| Literature DB >> 23662164 |
Jian Zheng1, Pei-Rong Lu, Dehui Xiang, Ya-Kang Dai, Zhao-Bang Liu, Duo-Jie Kuai, Hui Xue, Yue-Tao Yang.
Abstract
We propose a new method to enhance and extract the retinal vessels. First, we employ a multiscale Hessian-based filter to compute the maximum response of vessel likeness function for each pixel. By this step, blood vessels of different widths are significantly enhanced. Then, we adopt a nonlocal mean filter to suppress the noise of enhanced image and maintain the vessel information at the same time. After that, a radial gradient symmetry transformation is adopted to suppress the nonvessel structures. Finally, an accurate graph-cut segmentation step is performed using the result of previous symmetry transformation as an initial. We test the proposed approach on the publicly available databases: DRIVE. The experimental results show that our method is quite effective.Entities:
Mesh:
Year: 2013 PMID: 23662164 PMCID: PMC3639648 DOI: 10.1155/2013/927285
Source DB: PubMed Journal: Comput Math Methods Med ISSN: 1748-670X Impact factor: 2.238
Figure 2An example of the scale image of Figure 1; the pixel value stands for the scale that is corresponding to the maximal function value of V(s).

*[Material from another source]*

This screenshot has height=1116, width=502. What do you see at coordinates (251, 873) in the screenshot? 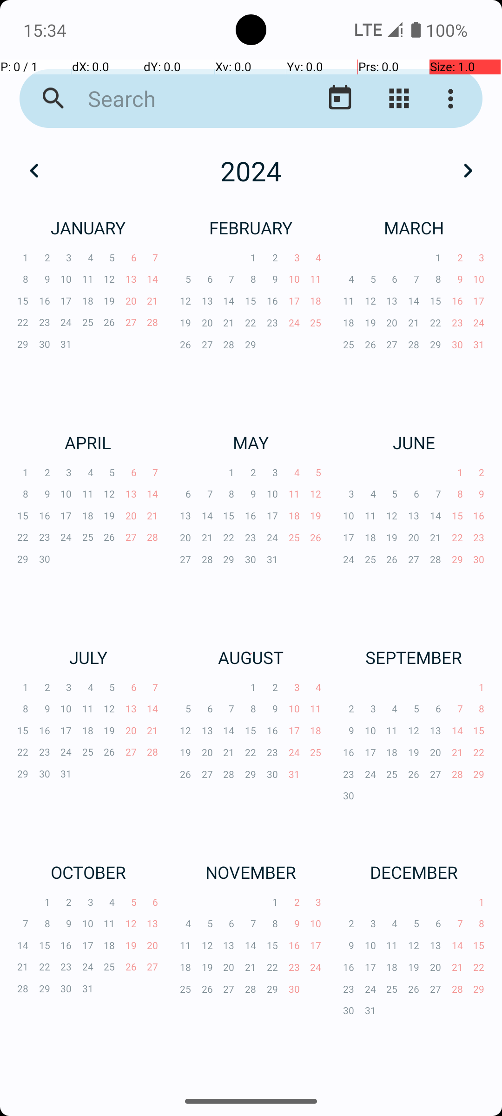
I see `NOVEMBER` at bounding box center [251, 873].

Figure 3An example of the multiscale Hessian-based enhancement of Figure 1; the pixel value stands for the vessel likeness function value.
Figure 4An output of the nonlocal mean filter of Figure 3, in which the image noise is effectively suppressed while the vasculature is maintained.
Figure 5An example of radial gradient symmetry transform; we can find that the pixel in the vessel area is generally located between two symmetric gradient vectors.
Comparison of different segmentation methods.
| STARE | SE (mean/sd.) | SP (mean/sd.) | AC (mean/sd.) |
|---|---|---|---|
| Staal et al. [ | 0.7194/0.0694 | 0.9773/0.0087 | 0.9441/0.0065 |
| Mendon | 0.7315/NA | 0.9781/NA | 0.9463/NA |
| Wang et al. [ | 0.7810/0.0340 | 0.9770/0.0071 | NA |
| Marín et al. [ | 0.7067/0.0628 | 0.9801/0.0104 | 0.9452/0.0064 |
| Ours | 0.9074/0.0332 | 0.9119/0.0320 | 0.9113/0.0280 |
Figure 6An example of 3 extraction results: the first row shows 3 input retinal images and the second row shows the segment results of the retinal vessels.
Figure 7Two segmentation results of ill-conditioned retinal images; the speckles greatly reduce the performance of our algorithm.